The Millennial Star

Book Review: “Dime Novel Mormons”

[Yes, this is the 3rd review M* has done of this book. You should read the review anyway.]

When I was a kid, I read a collection of Sherlock Holmes stories that was mostly unabridged, and I have been hooked on Holmes ever since.  However, there was one small bit of abridgment that I overlooked at the time (looking back at the book – my mom still has it – there was a footnote mentioning this) where the “Mormon” parts of A Study in Scarlet were taken out, with the reasoning that those chapters didn’t deal with Holmes.

Fast forward a decade and a half (give or take a few years), and I’m on a mission for the LDS (Mormon) church.  When out looking for people to teach, suddenly everyone is asking us about The Avenging Angel and Danites, saying things like “you guys have one whacked out history, dudes!”  The one time I broke mission rules (I was a pretty strait-laced, rule keeping guy, which often caused massive amounts of conflicts with my companions, especially since the president would deliberately give me slacker, disobedient companions so I could “whip them into shape” – ugh, not fun; anyway back to the review . . .) was watching that movie, just so I could see what everyone was talking about.

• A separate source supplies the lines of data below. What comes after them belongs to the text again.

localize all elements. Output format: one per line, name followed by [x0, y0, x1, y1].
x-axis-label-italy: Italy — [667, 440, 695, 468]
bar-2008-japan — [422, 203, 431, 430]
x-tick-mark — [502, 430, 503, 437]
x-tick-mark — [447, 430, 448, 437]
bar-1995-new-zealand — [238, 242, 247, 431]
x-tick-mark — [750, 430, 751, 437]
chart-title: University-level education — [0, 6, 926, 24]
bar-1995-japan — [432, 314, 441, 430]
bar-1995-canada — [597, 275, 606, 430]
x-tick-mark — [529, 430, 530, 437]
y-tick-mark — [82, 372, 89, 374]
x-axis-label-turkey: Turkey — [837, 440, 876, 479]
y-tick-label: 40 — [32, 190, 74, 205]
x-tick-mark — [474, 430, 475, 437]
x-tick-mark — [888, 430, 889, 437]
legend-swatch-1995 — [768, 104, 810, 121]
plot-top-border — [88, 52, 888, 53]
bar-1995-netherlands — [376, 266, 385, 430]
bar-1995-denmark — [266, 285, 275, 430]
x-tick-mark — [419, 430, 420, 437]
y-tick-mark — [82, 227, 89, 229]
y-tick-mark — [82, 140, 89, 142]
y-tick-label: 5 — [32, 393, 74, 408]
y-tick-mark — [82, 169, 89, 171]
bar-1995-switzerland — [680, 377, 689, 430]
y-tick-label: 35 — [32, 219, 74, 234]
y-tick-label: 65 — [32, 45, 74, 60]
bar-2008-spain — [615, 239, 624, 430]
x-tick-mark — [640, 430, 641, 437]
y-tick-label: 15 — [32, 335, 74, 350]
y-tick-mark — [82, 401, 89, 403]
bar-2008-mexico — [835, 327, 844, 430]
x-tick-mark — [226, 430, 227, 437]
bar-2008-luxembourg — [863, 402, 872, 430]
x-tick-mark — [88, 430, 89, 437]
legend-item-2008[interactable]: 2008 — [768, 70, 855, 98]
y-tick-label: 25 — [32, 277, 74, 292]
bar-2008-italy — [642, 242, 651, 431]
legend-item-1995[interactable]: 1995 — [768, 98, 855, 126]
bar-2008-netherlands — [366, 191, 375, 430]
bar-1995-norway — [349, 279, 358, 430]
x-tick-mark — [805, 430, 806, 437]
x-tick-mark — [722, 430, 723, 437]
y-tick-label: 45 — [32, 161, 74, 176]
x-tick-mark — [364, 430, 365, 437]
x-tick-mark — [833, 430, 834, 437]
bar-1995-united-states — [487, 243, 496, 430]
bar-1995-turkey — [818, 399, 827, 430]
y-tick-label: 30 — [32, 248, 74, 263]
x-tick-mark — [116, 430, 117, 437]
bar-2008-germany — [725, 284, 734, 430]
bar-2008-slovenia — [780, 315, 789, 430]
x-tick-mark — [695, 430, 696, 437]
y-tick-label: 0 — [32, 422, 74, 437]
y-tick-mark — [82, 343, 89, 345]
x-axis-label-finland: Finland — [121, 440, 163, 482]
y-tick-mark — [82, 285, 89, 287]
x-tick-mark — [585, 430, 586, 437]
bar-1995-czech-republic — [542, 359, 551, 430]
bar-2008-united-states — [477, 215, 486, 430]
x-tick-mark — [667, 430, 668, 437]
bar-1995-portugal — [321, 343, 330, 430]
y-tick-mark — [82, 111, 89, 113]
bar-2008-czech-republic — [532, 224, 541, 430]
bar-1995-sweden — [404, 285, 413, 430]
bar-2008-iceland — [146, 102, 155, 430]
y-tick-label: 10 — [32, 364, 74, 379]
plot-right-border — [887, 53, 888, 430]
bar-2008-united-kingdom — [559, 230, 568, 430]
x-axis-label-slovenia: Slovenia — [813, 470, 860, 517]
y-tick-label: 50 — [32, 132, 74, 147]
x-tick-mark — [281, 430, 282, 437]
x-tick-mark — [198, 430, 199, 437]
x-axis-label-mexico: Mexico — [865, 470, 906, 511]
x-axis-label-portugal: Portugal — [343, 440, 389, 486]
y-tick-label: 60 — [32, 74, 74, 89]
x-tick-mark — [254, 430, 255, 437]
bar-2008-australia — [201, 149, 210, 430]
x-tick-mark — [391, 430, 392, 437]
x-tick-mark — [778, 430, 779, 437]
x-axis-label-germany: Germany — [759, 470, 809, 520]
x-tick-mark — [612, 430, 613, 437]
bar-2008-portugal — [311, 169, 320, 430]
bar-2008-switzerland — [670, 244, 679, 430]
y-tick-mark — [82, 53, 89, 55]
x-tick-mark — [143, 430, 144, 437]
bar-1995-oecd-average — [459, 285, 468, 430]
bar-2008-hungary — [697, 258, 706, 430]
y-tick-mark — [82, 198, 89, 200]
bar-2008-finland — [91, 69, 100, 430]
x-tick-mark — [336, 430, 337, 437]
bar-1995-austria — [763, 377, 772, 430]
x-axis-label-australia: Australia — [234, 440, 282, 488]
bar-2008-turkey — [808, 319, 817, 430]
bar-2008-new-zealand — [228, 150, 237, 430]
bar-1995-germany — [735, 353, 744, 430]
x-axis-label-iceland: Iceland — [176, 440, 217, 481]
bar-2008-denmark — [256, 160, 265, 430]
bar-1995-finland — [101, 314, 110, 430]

Why do I mention these? Well, we can see the literary cousins and ancestors of these portrayals – Dangerous Danites murdering apostates with impunity, Secret Rites in spooky caverns, Lustful Men forcing nubile women to be their polygamist wives – in the tales contained in this wonderful, interesting, and above all fun collection Dime Novel Mormons (edited by Michael Austin and Ardis E. Parshall).

When I finally did read the “Mormon” sections of A Study in Scarlet and watch The Avenging Angel (with Charlton Heston as Brigham Young!), my initial reactions were “how dare they portray Mormons in these ways!” – but after some thought, my second reaction was “these tales are quite entertaining, and if the villains weren’t Mormons but some other secretive cult (real or imagined), I would probably love them.”

The four “dime novels” in this collection are entertaining and historically valuable portrayals of how Mormons appeared in late 19th and early 20th century popular literature.  A concise and entertaining introduction from the editors discusses the history and impact of dime novels and their portrayals of Mormons, as well as how these 4 specific novels fit in the overall milieu.

Yes, the portrayals of Mormons bare only the most tenuous connection to reality and actual Mormon history/practice, but if you can overlook that, they are amazingly fun and entertaining.  The prose is occasionally clunky (but overall very competent, even highly literate in places) but the tales move quickly with cliffhangers and twists in all the right places.

I can watch movies and TV shows with Americans as the bad guys, or men, or college instructors, or whatever other “tribes” I may belong to, so I figure I can do the same with these texts.  Since these stereotypes still exist today (as seen in quite a bit of pop culture), often existing side by side with other Mormon stereotypes (such as in the episode of Supergirl where Cat Grant states something like “someone that nice is either a superhero or a Mormon”), it’s useful to see these clichéd portrayals in their early forms, just to see how much (and how little) has actually changed.